Big John regarded him keenly for some time. “You boys been quarrelin’, without yore old unkel to go settin’ in the game?” he asked, trenchantly.
“Yes. You see it’s this way,” broke out Sid impulsively. “Scotty’s all for staking out this mine and filing a government claim on it. I couldn’t get him to see it my way, so we—well, we had a row over it,” said Sid. His voice told Big John how it hurt him to have anything come up between himself and such an old chum as Scotty.
“What’s yore idee, son?” asked Big John curiously.
“Haven’t these Indians any rights?” burst out Sid impetuously. “Whose mine is it if not theirs? It’s common property with them, though, just as are the beans they raise and the game they shoot. Along comes Scotty and thinks because he’s a white man he has a right to stake a claim and take the whole thing for himself. And our government will give it to him, too—that’s the pity of it! Did he find it? I guess not! And it’s their home, too! Are we going to turn them out?”
The fire in Sid’s voice told Big John how hot had been that argument between the friends. All this was, no doubt, Sid’s side of it.
“If Honanta knew what Scotty was really set on doing not one of us would leave here alive,” went on Sid, bitterly. “I’ve a good mind to tell him! Anything, sooner than be a party to rank treachery like that!”
“Scotty’s mother’s pretty hard up, ain’t she, Sid?” asked Big John softly.
“Ye-es; a little discomfort, maybe, until he can land a good job. But for that he’s going to turn this whole tribe out, to wander at the mercy of our government—and you know what that is!”
“Sho! The mine’d pay enough to buy them a reservation big enough to support them all in the style in which they is accustomed to!” laughed Big John, weakly, “nawthin’ to it, son.”
“That’s what Scotty says,” replied Sid. “Some day it will pay enough, maybe—if the promoters don’t skin him out of all his rights in the mine first. But meanwhile, what about these Indians and those white miners who will surely come here? Whisky, debauchery of their women, degradation of their young men—isn’t it always the story when our two races come together? How can you prevent it?” he demanded.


Please reproduce the full set of data below exactly.
---
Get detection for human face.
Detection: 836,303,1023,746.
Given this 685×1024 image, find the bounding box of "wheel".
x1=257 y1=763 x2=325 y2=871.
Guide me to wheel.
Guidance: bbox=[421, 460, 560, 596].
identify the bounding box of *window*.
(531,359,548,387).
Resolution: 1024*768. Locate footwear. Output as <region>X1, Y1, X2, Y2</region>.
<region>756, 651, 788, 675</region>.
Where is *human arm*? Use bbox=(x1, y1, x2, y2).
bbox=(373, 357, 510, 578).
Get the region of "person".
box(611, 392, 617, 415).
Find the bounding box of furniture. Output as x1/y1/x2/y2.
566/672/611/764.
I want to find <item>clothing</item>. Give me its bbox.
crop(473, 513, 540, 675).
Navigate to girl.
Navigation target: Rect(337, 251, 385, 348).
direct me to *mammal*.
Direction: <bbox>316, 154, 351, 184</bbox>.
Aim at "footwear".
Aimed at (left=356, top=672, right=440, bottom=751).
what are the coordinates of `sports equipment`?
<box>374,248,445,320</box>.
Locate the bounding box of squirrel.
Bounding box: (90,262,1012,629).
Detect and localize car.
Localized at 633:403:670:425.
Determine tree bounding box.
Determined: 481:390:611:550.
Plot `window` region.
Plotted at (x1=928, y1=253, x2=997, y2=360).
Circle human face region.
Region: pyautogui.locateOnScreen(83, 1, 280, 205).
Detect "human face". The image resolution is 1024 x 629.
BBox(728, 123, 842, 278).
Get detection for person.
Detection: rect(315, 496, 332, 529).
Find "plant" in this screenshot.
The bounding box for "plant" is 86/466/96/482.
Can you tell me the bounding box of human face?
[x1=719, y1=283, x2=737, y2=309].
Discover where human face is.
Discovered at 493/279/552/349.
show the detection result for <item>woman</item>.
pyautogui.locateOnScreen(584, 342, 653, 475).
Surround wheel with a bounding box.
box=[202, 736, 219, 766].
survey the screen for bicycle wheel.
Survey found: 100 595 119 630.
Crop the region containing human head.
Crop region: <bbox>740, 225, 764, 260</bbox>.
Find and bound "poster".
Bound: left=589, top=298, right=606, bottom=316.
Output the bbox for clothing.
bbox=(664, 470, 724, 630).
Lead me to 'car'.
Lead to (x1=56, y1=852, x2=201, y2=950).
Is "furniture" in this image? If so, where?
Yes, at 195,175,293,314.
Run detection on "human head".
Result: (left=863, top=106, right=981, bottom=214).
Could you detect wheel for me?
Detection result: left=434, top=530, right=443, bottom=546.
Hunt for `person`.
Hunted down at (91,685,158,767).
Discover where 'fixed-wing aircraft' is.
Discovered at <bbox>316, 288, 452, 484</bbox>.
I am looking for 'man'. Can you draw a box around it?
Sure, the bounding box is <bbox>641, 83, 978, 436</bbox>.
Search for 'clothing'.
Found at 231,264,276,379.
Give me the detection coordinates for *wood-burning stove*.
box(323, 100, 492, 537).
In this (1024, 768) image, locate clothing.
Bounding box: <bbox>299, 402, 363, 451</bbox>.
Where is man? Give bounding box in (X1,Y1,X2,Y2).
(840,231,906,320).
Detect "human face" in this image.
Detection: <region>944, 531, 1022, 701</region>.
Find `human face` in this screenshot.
---
*Exercise result*.
Get detection for human face.
Detection: 836,303,1023,746.
Given this 685×1024 image, find the bounding box of "wheel".
x1=257 y1=763 x2=325 y2=871.
Guide me to wheel.
Guidance: bbox=[421, 460, 560, 596].
identify the bounding box of *window*.
(531,359,548,387).
Resolution: 1024*768. Locate footwear. Output as <region>X1, Y1, X2, Y2</region>.
<region>756, 651, 788, 675</region>.
Where is *human arm*? Use bbox=(x1, y1, x2, y2).
bbox=(373, 357, 510, 578).
Get the region of "person".
box(611, 392, 617, 415).
Find the bounding box of furniture. Output as x1/y1/x2/y2.
566/672/611/764.
I want to find <item>clothing</item>. Give me its bbox.
crop(473, 513, 540, 675).
Navigate to girl.
Navigation target: Rect(337, 251, 385, 348).
direct me to *mammal*.
Direction: <bbox>316, 154, 351, 184</bbox>.
Aim at "footwear".
Aimed at (left=356, top=672, right=440, bottom=751).
what are the coordinates of `sports equipment`?
<box>374,248,445,320</box>.
Locate the bounding box of squirrel.
Bounding box: (90,262,1012,629).
Detect and localize car.
Localized at 633:403:670:425.
Determine tree bounding box.
Determined: 481:390:611:550.
Plot `window` region.
Plotted at (x1=928, y1=253, x2=997, y2=360).
Circle human face region.
Region: pyautogui.locateOnScreen(83, 1, 280, 205).
Detect "human face". The image resolution is 1024 x 629.
BBox(728, 123, 842, 278).
Get detection for person.
Detection: rect(315, 496, 332, 529).
Find "plant" in this screenshot.
The bounding box for "plant" is 86/466/96/482.
Can you tell me the bounding box of human face?
[x1=719, y1=283, x2=737, y2=309].
Discover where human face is.
Discovered at 493/279/552/349.
show the detection result for <item>woman</item>.
pyautogui.locateOnScreen(584, 342, 653, 475).
Surround wheel with a bounding box.
box=[202, 736, 219, 766].
survey the screen for bicycle wheel.
Survey found: 100 595 119 630.
Crop the region containing human head.
Crop region: <bbox>740, 225, 764, 260</bbox>.
Find and bound "poster".
Bound: left=589, top=298, right=606, bottom=316.
Output the bbox for clothing.
bbox=(664, 470, 724, 630).
Lead me to 'car'.
Lead to (x1=56, y1=852, x2=201, y2=950).
Is "furniture" in this image? If so, where?
Yes, at 195,175,293,314.
Run detection on "human head".
Result: (left=863, top=106, right=981, bottom=214).
Could you detect wheel for me?
Detection result: left=434, top=530, right=443, bottom=546.
Hunt for `person`.
Hunted down at (91,685,158,767).
Discover where 'fixed-wing aircraft' is.
Discovered at <bbox>316, 288, 452, 484</bbox>.
I am looking for 'man'. Can you draw a box around it?
Sure, the bounding box is <bbox>641, 83, 978, 436</bbox>.
Search for 'clothing'.
Found at 231,264,276,379.
Give me the detection coordinates for *wood-burning stove*.
box(323, 100, 492, 537).
In this (1024, 768) image, locate clothing.
Bounding box: <bbox>299, 402, 363, 451</bbox>.
Where is man? Give bounding box in (X1,Y1,X2,Y2).
(840,231,906,320).
Detect "human face" in this image.
Detection: <region>944, 531, 1022, 701</region>.
Find `human face` in this screenshot.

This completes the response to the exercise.